Daily Archive for September 12th, 2007

Governing Kirkuk

I am a responsible person and in assuming government responsibility, I will not be afraid. I was subjected to many assassination attacks but I was not afraid. Since I’ve accepted to assume responsibility, I should be able to cope with such responsibility and I’m never afraid and I’ll never be afraid. This is a motive for me to work harder and harder to make things more secure and stable.

Read the entire conversation with Abdul Rahman Mustafa, governor of the highly contentious and oil-rich province of Kirkuk.

Iraq may give S. Korea special oil deal terms

Iran says it’s ready to supply natural gas to Iraq, though Iraq’s vast reserves could be developed.

What the Iraqi press is saying: UPI’s Hiba Dawood and the Iraq Press Roundup

Responding to U.S. concerns that Tehran’s influence is the problem in Iraq, British troops just withdrawn from Basra are being sent to the border with Iran.

Gen. Petraeus, meanwhile, says no U.S. troops are needed in Basra though the extent of the power vacuum is not known yet.

Paul Rieckhoff, Iraq war veteran and founder of Iraq & Afghanistan Veterans of America writes in the Huffington Post on why relying on the Petraeus report to Congress and why the buck stops with President Bush, not a military commander.

But General Petraeus isn’t Moses — and he’s not the commander in chief either. Many in the media and in Washington have turned to our military leaders to make sweeping policy decisions and undo four years of arrogance and error in Iraq. Instead, thankfully, our military continues to implement the decisions of their civilian leadership. That is, after all, what the generals should do in democratic nations.

THE GHOST OF ANBAR

The US military’s progress report on Iraq is in and it’s mostly bad news.
But there is one unexpected success story: in the heartland of the Sunni Insurgency, a group of tribes has joined with the Americans to fight Al Qaeda. The Americans report that attacks on US forces have dropped dramatically and claim that life is beginning to return to normal. The leader and symbol of this movement that the Americans claim is rapidly securing Anbar province is a sheik named Sattar Abu Risha.

But is Abu Risha all he claims to be?

With the support of the Pulitzer Foundation, Richard Rowley and David Enders set off to find out - and to see who is paying the price.

Watch the two-part series.

Part 1

Part 2

The Red Zone

Reporter Dahr Jamail’s new book, Beyond the Green Zone, is due out next month.

As the occupation of Iraq unravels, the demand for independent reporting is growing. Since 2003, unembedded journalist Dahr Jamail has filed indispensable reports from Iraq that have made him this generation’s chronicler of the unfolding disaster there. In these collected dispatches, Jamail presents never-before-published details of the siege of Fallujah and examines the origins of the Iraqi insurgency.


• _What needs to be done_: Whenever a line below includes the string "xlabel", show it.

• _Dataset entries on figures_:
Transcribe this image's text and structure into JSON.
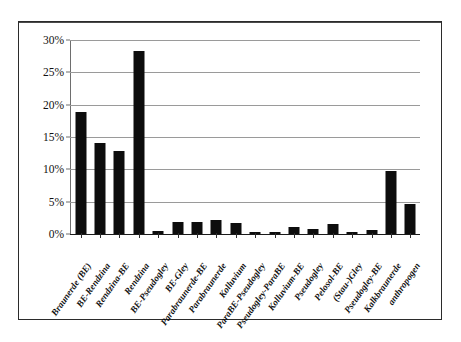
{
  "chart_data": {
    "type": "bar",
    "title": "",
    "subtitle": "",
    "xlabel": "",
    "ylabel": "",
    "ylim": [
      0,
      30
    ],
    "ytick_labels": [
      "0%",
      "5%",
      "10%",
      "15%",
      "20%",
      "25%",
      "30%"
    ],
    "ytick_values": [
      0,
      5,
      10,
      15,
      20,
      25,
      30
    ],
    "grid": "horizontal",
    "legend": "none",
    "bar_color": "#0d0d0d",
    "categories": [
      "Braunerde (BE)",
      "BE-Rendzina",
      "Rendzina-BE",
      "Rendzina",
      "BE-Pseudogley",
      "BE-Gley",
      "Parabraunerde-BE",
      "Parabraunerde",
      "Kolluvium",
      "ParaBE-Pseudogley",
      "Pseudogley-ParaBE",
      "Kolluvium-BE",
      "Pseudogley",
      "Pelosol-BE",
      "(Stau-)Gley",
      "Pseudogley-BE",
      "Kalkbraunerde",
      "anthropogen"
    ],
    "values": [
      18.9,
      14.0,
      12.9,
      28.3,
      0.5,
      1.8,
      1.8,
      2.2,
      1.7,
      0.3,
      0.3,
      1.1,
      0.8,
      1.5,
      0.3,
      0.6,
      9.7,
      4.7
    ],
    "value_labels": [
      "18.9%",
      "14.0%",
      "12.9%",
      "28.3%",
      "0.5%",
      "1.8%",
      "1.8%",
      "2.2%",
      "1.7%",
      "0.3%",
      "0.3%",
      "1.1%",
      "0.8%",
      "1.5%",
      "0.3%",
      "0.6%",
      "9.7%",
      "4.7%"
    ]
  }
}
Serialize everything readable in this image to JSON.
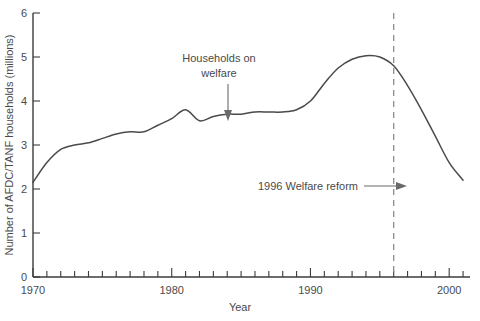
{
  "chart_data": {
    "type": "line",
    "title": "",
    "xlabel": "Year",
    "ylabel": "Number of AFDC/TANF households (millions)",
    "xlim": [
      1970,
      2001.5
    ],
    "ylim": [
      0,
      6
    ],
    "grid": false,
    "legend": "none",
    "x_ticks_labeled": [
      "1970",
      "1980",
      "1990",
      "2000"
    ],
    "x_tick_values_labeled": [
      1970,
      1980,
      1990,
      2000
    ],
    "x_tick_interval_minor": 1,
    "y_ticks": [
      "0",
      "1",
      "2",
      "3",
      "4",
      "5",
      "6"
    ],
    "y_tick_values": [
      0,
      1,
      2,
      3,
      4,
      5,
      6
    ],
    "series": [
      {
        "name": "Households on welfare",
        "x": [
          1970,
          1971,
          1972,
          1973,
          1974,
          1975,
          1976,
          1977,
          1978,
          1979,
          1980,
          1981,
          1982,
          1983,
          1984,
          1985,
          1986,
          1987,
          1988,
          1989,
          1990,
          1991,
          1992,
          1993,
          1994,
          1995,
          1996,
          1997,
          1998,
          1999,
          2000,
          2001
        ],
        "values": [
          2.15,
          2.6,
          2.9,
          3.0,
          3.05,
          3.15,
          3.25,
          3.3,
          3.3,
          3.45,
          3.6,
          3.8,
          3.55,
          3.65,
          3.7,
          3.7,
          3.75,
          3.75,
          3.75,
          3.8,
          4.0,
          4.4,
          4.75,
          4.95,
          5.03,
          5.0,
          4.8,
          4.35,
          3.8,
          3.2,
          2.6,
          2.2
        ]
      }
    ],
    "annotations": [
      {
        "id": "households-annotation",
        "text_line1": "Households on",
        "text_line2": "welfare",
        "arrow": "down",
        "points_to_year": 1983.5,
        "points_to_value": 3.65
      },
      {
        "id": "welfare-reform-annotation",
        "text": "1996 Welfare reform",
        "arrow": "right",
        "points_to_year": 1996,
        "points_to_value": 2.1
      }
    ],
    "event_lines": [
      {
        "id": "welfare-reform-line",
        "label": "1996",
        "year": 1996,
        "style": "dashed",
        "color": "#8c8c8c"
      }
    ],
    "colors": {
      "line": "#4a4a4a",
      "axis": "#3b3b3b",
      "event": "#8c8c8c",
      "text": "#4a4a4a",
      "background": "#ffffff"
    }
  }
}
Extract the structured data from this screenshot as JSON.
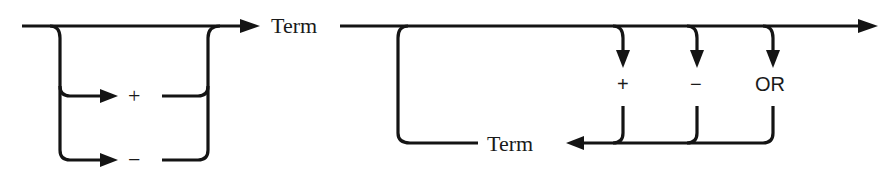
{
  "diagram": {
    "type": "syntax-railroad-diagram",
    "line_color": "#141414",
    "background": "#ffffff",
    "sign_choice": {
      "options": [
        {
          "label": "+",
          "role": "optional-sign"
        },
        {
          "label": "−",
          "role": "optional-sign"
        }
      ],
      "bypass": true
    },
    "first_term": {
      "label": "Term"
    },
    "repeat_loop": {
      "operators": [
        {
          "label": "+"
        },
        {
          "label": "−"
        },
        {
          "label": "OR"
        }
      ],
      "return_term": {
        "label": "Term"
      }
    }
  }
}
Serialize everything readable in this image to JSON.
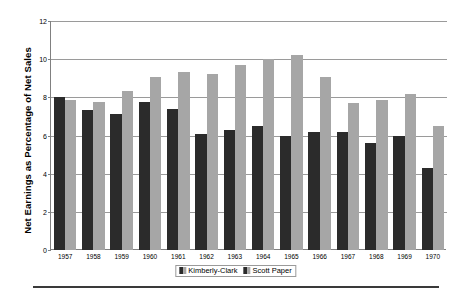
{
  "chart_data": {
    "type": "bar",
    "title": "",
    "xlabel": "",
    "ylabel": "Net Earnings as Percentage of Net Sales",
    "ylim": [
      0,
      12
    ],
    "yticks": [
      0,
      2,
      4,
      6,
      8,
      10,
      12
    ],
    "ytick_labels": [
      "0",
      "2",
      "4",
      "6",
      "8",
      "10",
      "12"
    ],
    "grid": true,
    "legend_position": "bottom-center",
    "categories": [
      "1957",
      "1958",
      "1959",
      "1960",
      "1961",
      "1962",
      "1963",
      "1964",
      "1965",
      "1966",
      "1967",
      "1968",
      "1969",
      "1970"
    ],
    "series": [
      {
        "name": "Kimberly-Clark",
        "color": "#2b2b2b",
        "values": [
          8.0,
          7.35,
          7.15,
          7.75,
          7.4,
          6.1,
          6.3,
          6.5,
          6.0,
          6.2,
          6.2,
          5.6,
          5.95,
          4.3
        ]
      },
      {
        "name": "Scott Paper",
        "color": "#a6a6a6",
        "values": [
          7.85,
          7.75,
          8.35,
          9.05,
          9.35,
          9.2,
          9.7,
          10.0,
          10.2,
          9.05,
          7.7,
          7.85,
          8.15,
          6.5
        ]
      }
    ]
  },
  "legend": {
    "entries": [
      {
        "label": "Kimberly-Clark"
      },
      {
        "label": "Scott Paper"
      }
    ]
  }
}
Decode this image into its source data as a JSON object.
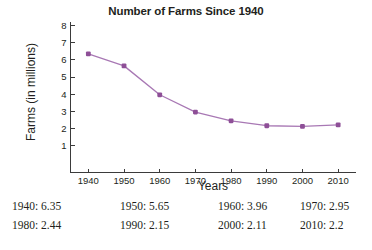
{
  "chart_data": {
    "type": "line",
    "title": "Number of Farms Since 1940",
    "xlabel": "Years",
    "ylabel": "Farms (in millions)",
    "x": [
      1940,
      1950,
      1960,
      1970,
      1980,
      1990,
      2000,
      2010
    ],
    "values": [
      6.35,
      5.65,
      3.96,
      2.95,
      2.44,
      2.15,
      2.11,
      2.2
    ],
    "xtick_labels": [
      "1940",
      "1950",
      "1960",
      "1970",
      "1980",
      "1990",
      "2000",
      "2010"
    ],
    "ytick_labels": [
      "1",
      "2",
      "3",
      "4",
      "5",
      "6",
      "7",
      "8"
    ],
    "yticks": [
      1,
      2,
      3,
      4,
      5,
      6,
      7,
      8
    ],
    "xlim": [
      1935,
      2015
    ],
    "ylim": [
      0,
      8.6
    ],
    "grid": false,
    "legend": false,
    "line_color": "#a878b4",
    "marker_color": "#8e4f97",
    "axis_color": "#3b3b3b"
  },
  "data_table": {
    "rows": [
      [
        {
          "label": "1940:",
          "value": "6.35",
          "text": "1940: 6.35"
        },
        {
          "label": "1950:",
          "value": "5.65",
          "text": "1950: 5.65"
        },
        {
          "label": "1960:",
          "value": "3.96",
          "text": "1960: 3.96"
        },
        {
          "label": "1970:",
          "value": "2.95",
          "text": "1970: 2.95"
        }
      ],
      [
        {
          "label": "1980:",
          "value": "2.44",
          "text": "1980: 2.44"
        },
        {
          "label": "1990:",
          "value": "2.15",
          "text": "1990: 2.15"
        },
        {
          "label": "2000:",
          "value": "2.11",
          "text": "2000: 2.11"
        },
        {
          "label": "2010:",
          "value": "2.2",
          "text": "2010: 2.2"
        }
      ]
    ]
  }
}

• _Answer below_:
    "xlabel": "",
    "xlabel": "Year",
    "xlabel": "",
    "xlabel": "Years",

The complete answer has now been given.